Bees orient themselves like a natural GPS 🧭
using the sun, the Earth’s magnetic field, and their memory of the territory.
Now imagine this:
a world full of signals, noise, poisons, and places where there are no more flowers…
They arrive to forage…
and many never make it back home.
They don’t die in the hive.
They die silently… far away. 😔🐝
And the most heartbreaking thing of all is that:
it’s not malice…
it’s ignorance.
We continue to move forward as humanity 🚜📡
without asking ourselves how much that affects the beings that sustain our food 🌎.

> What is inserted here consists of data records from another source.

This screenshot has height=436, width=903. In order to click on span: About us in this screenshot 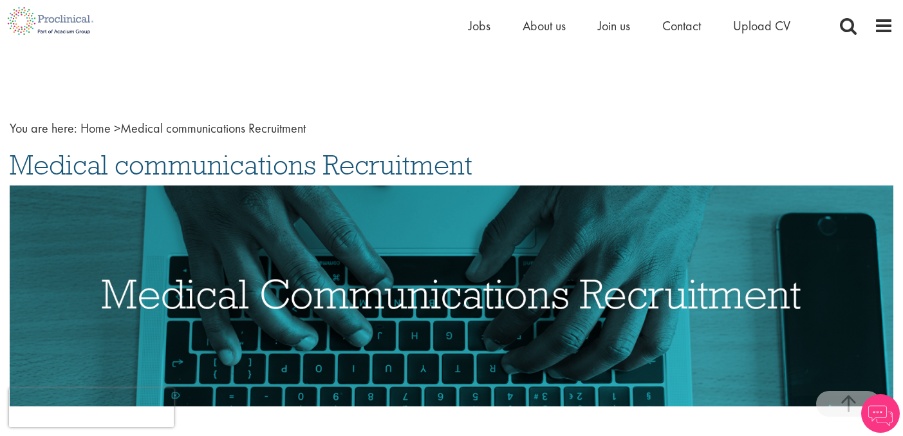, I will do `click(544, 26)`.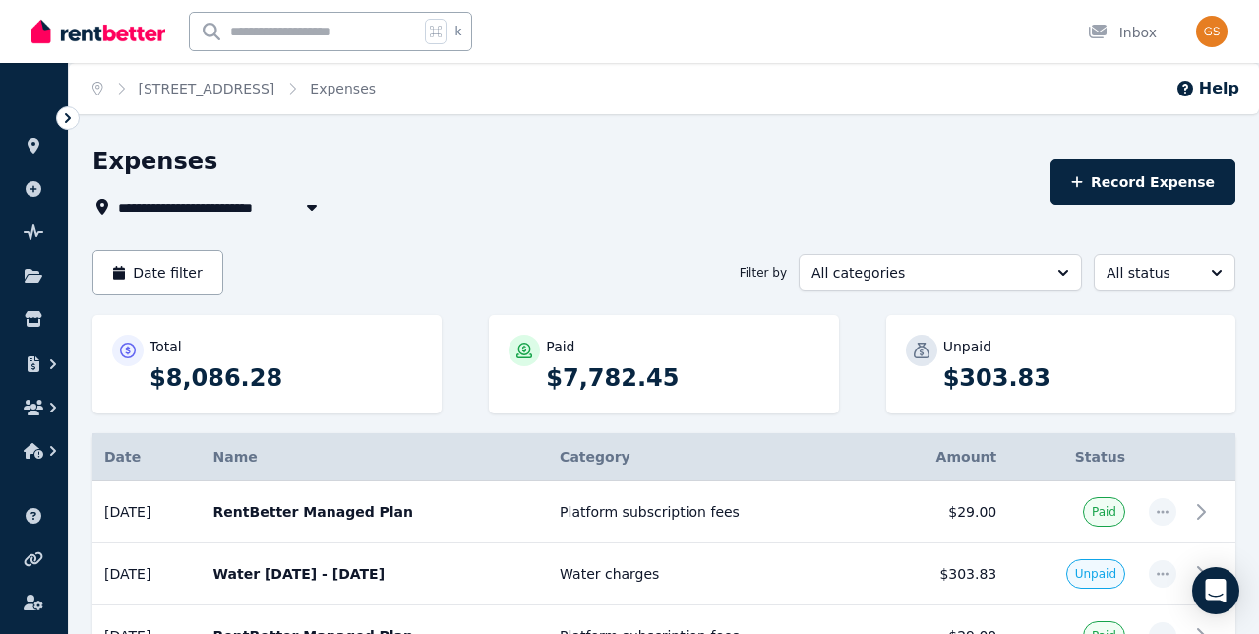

Because this isn’t just a beekeeper’s problem…
it’s EVERYONE’S problem.
The day the bees disappear:
🍎 it won’t be an environmental issue
🌽 it will be a food issue.
🐝
17/08/2025
The giant tarantula, Goliath tarantula, or bird-eating tarantula (Theraphosa blondi) is a species of mygalomorph spider from the theraphosidae family. It is considered the largest spider, reaching 28 to 30 cm between the tips of its extended legs and weighing more than 100 grams, with the maximum recorded weight being 155 grams for a captive female. Their bodies are covered in irritating hairs that act as a defense against predators. They are distributed throughout the equatorial forests of northern South America, found in Brazil, Guyana, Colombia, Peru, and Venezuela. Females take about three years to mature and can live up to fourteen years. They are aggressive and emit a hissing noise (stridulation) when a potential enemy approaches.
They build burrows or reuse those abandoned by rodents. Their hunting territory is limited to a few meters around their burrow. Their diet consists primarily of invertebrates such as cockroaches, giant centipedes, beetles, crickets, grasshoppers, and occasionally small rodents and lizards.

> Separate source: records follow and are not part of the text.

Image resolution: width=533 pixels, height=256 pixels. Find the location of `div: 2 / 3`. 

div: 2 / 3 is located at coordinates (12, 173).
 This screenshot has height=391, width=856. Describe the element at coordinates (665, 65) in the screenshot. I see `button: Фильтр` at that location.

They are solitary and only interact during mating. These tarantulas lay about 50 eggs in a cocoon inside their burrow, which hatch after six weeks.
Their venom is far from fatal, as is popularly believed; their chelicerae produce a deep wound, and the pain can last up to 48 hours, along with nausea and sweating. Another form of defense is the emission of stinging (irritating) hairs on their abdomen, which do not cause major problems for humans except if they come into contact with the eyes or mouth. Some hunting indigenous tribes, such as the Yanomami, use them as food, as do other large mygalomorph spiders.